While taking responsibility for his actions, Mr. Bush has not taken well to any criticism of his role in over-selling the case for war, and in his speech was quick to attack those who dared hold him to account. "Some of the most irresponsible comments about manipulating intelligence", he said, "have come from politicians who saw the same intelligence we saw, and then voted to authorize the use of force against Saddam Hussein. These charges are pure politics."

But it is the President, through his speeches, who is engaged in politics of the most puerile sort. Mr. Bush failed to address his role in the Niger yellowcake forgery, the aluminum tube exaggeration, the rush to embrace "Curveball", or any of the myriad of politicized intelligence pushed by the White House in the lead up to war with Iraq. The President continued to exploit in the basest fashion the death of nearly 3,000 people on September 11, 2001. As has been his style since that horrible day, Mr. Bush hid behind the memory of so many fallen to mask his administration's shortcomings and disguise its true intent.

"Given Saddam's history", the President said (conveniently omitting that the CIA today states that Iraq had destroyed all of its WMD by the summer of 1991), "and the lessons of September the 11th, my decision to remove Saddam Hussein was the right decision. Saddam was a threat -- and the American people and the world is better off because he is no longer in power." But even the CIA's National Intelligence Estimate of October 2002, used by the Bush administration to sell its Iraq war to the US Congress, failed to identify Saddam Hussein as a threat.
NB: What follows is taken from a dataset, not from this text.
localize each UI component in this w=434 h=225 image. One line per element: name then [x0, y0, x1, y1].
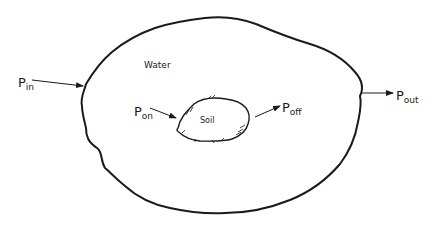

The White House pushed hard to find intelligence information that backed the assertions made by President Bush in the fall of 2002 that Hussein's regime was an "ally of al-Qaeda" and posed a direct terrorist threat to America. "This is a man that we know has had connections with al-Qaeda," he said, referring to Saddam Hussein. "This is a man who would like to use al-Qaeda as a forward army. And this is a man that we must deal with for the sake of peace."

Scott Ritter served as a Chief UN Weapons Inspector in Iraq from 1991 until his resignation in 1998. He is the author of, most recently, Iraq Confidential: The Untold Story of the Intelligence Conspiracy to Undermine the UN and Overthrow Saddam Hussein (Nation Books, 2005).